Jackie Chan as Quan Ngoc Minh in The Foreigner.

There are midlife crises and then there are midlife calamities. In The Foreigner – a lame retitling of The Chinaman, the politically incorrect name of the novel upon which this action-thriller is based – Jackie Chan plays a grieving, vengeful father who violently inserts himself into an IRA-linked bombing that mistakenly took his daughter's life. Specifically, he is Quan Ngoc Minh, an unassuming immigrant and London-based restaurant owner with serious bone-snapping skills and a talent for guerrilla insurgency that indicate a heavy past. Seeking the names of "New IRA" terrorists, his sights are on Liam Hennessy, an ex-IRA leader and current Northern Ireland politician played by Pierce Brosnan (here reunited with Bond-movie director Martin Campbell).
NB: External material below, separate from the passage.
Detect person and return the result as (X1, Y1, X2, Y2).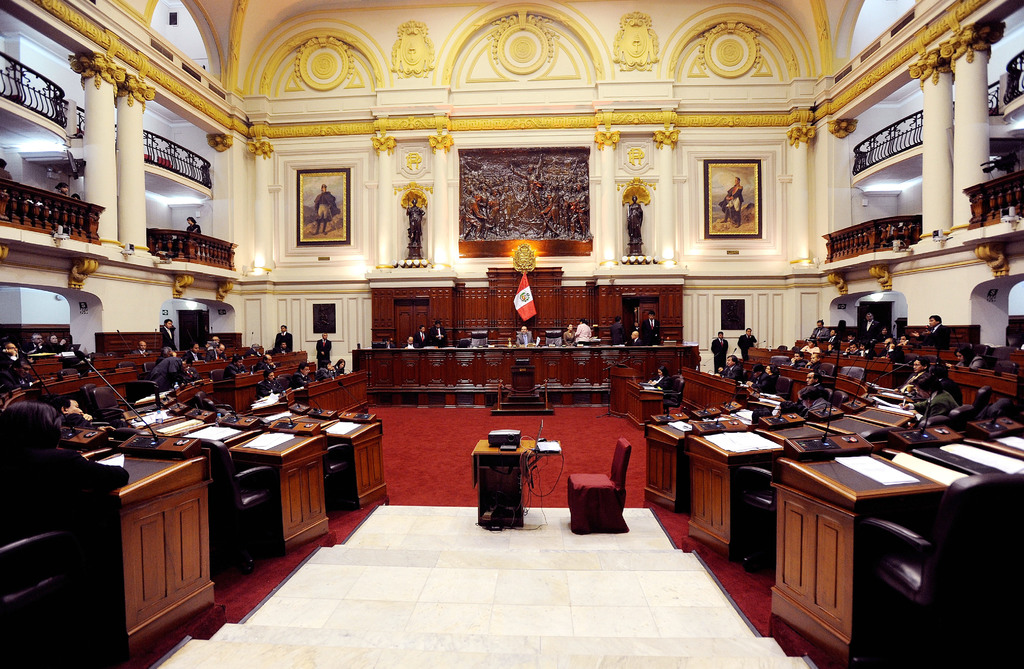
(195, 333, 233, 365).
The intrigue is high and the action is furious, but a sort of meta subplot is also at work: Sextagenerian action-film hero Chan against onetime 007er Brosnan. The powers of glory days are summoned. May-December affairs are happening willy-nilly. The wife of Brosnan's character hisses at him, "I remember a day when you would have handled this properly." What can Brosnan do but stroke his salt-and-pepper beard and wistfully agree.

Harrison Ford, who returns to the Blade Runner franchise, talks about why the film is unique for the audience as well as the actors.